The Department is established in 1984 and engaged in teaching theory and laboratory courses in Engineering Physics to Semester I and Semester II students and presently educating 1200 plus B.Tech. students every year. In autonomy the department offers free electives (Electronic Materials and Applications, Laser Technology and Applications) to students of Semester V and VI. It prepares and maintains teaching material for all these courses in the form of hard and soft copies. The material comprises of lecture notes, supplementary study material, interactive documents and useful study links. Department currently has eight faculty members and four Supporting staff. All faculty members are Ph.D. with area of research Ferroelectrics, Material Science and Polymers. The faculty members have published about 70 research papers in International and National Journals, two textbooks and a large number of Conference papers as well as Copyrights, monographs and book chapters to their credit. Department has got two well equipped laboratories with two dark rooms for optical experiments. A Laser room for demonstration experiment on Laser. Investment in these Laboratories till date is around Rs. 33.5 Lakhs. These laboratories provide a comprehensive practical exposure to the students through performance and data analysis.
To be a well-recognized center with strong foundational focus on basic sciences and humanities to develop budding professionals.
To develop scientific temperament and mathematical aptitude for solving inter-disciplinary engineering problems with excellent communication skills and social values in a vibrant environment.
The grading in each course is relative. The performance of each student is graded relative to performance of all other students in the class by award of a grade. The most important thing to understand about the grading system is that absolute marks do not matter as much as they used to in the old absolute grading system. As long as your performance group does not change, a difference of a few marks is immaterial. Students are encouraged to enhance their performance relative to the average class performance, and not to aim at very high marks at the cost of developing good understanding of the subject. This has the desirable effect of lifting the average performance of any class and of discouraging a rat race for marks.
The Washington Accord covers UG engineering degrees under Outcome based approach. To have a measure of this Outcome based education the apex body for engineering education in India, AICTE, has floated 12 Programme Outcomes (POs) and it is expected that the course outcome (called as COs) for every programme must be designed to meet these outcomes. Our Department has designed following COs to meet the POs.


* _What you need to do_
Which lines make up the answer? Those from the line with "Select *human arm* with a bounding box." through the end of the data; reproduce them exactly.

Start of Information shown

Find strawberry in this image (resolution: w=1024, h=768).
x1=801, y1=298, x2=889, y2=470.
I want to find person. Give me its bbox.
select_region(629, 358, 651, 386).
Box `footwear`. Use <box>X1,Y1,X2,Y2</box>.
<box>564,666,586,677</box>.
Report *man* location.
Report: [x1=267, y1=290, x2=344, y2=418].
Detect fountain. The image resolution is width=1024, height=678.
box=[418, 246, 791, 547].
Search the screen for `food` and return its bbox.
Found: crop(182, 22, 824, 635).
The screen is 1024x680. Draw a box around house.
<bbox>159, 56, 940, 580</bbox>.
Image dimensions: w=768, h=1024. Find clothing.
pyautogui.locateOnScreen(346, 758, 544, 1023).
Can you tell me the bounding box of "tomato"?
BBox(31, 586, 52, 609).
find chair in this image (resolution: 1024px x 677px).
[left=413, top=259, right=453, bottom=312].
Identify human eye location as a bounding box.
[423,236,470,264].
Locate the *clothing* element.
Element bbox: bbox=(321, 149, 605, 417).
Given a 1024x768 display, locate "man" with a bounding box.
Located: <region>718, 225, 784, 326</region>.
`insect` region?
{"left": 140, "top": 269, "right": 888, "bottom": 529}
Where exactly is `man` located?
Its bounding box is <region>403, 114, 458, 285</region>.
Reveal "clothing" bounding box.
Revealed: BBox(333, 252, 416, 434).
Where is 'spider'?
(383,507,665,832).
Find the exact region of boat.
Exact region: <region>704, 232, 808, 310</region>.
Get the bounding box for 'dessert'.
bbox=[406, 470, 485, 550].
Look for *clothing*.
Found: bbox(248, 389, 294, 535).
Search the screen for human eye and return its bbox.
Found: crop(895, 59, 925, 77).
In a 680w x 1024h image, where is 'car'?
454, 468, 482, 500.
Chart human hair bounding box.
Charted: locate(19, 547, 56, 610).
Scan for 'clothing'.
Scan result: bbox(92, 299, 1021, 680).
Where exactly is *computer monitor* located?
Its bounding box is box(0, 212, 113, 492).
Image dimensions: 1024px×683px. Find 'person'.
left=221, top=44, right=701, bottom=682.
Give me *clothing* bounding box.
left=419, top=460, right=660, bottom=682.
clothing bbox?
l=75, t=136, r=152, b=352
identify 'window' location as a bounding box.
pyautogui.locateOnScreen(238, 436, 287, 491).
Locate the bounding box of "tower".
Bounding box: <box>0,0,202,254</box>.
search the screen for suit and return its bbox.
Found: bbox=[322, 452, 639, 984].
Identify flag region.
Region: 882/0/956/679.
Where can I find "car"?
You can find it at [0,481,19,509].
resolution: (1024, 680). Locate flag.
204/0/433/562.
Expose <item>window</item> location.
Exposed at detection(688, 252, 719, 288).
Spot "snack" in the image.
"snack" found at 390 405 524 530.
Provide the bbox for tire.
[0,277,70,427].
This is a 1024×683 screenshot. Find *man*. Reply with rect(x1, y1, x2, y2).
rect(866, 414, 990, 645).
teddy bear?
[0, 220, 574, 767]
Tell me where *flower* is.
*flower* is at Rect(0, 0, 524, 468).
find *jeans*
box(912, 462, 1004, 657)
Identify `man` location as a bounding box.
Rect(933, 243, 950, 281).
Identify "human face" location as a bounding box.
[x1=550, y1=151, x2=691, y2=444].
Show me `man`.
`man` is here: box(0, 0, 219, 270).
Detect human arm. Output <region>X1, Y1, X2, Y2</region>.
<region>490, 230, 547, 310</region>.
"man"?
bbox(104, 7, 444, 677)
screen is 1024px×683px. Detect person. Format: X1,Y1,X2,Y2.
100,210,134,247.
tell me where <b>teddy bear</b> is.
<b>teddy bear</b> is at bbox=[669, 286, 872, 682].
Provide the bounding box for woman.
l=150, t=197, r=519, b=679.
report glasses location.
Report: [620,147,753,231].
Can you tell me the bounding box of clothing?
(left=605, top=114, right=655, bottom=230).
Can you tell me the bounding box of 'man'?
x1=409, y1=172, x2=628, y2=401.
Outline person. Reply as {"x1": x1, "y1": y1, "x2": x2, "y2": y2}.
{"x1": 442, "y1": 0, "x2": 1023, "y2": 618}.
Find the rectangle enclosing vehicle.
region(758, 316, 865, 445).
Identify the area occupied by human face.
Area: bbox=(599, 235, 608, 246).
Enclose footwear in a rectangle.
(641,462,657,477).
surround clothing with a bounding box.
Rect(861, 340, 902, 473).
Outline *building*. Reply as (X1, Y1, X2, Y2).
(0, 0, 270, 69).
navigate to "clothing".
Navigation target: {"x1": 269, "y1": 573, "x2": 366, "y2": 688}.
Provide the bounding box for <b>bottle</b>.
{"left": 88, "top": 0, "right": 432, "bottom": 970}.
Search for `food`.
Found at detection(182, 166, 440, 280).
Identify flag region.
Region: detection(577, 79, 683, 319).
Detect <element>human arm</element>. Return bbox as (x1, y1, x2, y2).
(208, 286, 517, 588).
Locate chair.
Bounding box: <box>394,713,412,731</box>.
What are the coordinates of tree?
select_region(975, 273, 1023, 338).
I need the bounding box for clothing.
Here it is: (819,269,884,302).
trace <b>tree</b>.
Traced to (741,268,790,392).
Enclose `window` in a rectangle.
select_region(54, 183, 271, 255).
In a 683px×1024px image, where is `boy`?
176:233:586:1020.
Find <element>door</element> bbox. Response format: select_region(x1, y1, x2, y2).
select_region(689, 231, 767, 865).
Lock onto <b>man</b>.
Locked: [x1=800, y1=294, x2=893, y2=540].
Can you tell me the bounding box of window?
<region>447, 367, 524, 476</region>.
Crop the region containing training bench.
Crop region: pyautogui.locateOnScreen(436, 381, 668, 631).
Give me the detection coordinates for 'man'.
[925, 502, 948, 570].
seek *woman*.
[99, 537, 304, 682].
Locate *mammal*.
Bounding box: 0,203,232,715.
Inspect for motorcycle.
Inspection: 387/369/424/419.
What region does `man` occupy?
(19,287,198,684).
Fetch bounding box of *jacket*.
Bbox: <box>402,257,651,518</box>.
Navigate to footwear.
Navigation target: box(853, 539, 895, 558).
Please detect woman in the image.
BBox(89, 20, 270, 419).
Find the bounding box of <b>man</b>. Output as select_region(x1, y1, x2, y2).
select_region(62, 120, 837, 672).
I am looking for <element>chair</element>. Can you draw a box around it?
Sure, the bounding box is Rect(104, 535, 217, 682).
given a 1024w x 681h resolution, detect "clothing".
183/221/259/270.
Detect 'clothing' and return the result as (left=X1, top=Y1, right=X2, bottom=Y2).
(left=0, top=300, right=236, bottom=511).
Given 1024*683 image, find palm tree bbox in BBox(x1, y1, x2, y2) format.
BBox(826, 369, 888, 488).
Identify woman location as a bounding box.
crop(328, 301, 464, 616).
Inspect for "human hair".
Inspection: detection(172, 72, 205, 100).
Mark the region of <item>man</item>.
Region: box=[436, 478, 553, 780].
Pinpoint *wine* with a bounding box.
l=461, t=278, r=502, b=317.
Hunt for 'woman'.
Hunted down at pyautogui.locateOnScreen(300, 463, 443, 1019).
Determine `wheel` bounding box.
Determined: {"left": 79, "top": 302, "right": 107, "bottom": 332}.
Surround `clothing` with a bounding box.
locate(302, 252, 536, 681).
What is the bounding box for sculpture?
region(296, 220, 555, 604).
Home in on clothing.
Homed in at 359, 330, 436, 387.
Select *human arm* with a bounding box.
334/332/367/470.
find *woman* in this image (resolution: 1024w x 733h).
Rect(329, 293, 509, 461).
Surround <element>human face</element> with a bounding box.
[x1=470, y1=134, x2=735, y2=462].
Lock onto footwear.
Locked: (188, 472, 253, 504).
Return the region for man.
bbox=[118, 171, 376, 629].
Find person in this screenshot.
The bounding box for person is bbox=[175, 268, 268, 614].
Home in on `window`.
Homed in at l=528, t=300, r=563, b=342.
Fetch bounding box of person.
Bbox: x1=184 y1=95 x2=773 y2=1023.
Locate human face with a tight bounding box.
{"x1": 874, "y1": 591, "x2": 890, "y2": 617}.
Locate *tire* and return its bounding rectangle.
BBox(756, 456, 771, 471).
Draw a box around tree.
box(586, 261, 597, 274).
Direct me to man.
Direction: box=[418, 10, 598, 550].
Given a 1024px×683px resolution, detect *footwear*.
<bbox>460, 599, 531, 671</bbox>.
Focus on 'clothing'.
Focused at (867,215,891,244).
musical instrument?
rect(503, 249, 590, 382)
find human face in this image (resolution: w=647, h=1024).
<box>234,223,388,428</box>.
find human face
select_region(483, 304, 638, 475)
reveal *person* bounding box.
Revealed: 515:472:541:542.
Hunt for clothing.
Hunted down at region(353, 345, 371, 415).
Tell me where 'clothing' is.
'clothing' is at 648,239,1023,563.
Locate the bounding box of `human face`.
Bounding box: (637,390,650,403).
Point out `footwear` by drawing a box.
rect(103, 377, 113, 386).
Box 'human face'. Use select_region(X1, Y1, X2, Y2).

End of Information shown

* _Answer to this problem_
Select *human arm* with a bounding box.
334/332/367/470.
find *woman* in this image (resolution: 1024w x 733h).
Rect(329, 293, 509, 461).
Surround <element>human face</element> with a bounding box.
[x1=470, y1=134, x2=735, y2=462].
Lock onto footwear.
Locked: (188, 472, 253, 504).
Return the region for man.
bbox=[118, 171, 376, 629].
Find person in this screenshot.
The bounding box for person is bbox=[175, 268, 268, 614].
Home in on `window`.
Homed in at l=528, t=300, r=563, b=342.
Fetch bounding box of person.
Bbox: x1=184 y1=95 x2=773 y2=1023.
Locate human face with a tight bounding box.
{"x1": 874, "y1": 591, "x2": 890, "y2": 617}.
Locate *tire* and return its bounding rectangle.
BBox(756, 456, 771, 471).
Draw a box around tree.
box(586, 261, 597, 274).
Direct me to man.
Direction: box=[418, 10, 598, 550].
Given a 1024px×683px resolution, detect *footwear*.
<bbox>460, 599, 531, 671</bbox>.
Focus on 'clothing'.
Focused at (867,215,891,244).
musical instrument?
rect(503, 249, 590, 382)
find human face in this image (resolution: w=647, h=1024).
<box>234,223,388,428</box>.
find human face
select_region(483, 304, 638, 475)
reveal *person* bounding box.
Revealed: 515:472:541:542.
Hunt for clothing.
Hunted down at region(353, 345, 371, 415).
Tell me where 'clothing' is.
'clothing' is at 648,239,1023,563.
Locate the bounding box of `human face`.
Bounding box: (637,390,650,403).
Point out `footwear` by drawing a box.
rect(103, 377, 113, 386).
Box 'human face'. Use select_region(X1, Y1, X2, Y2).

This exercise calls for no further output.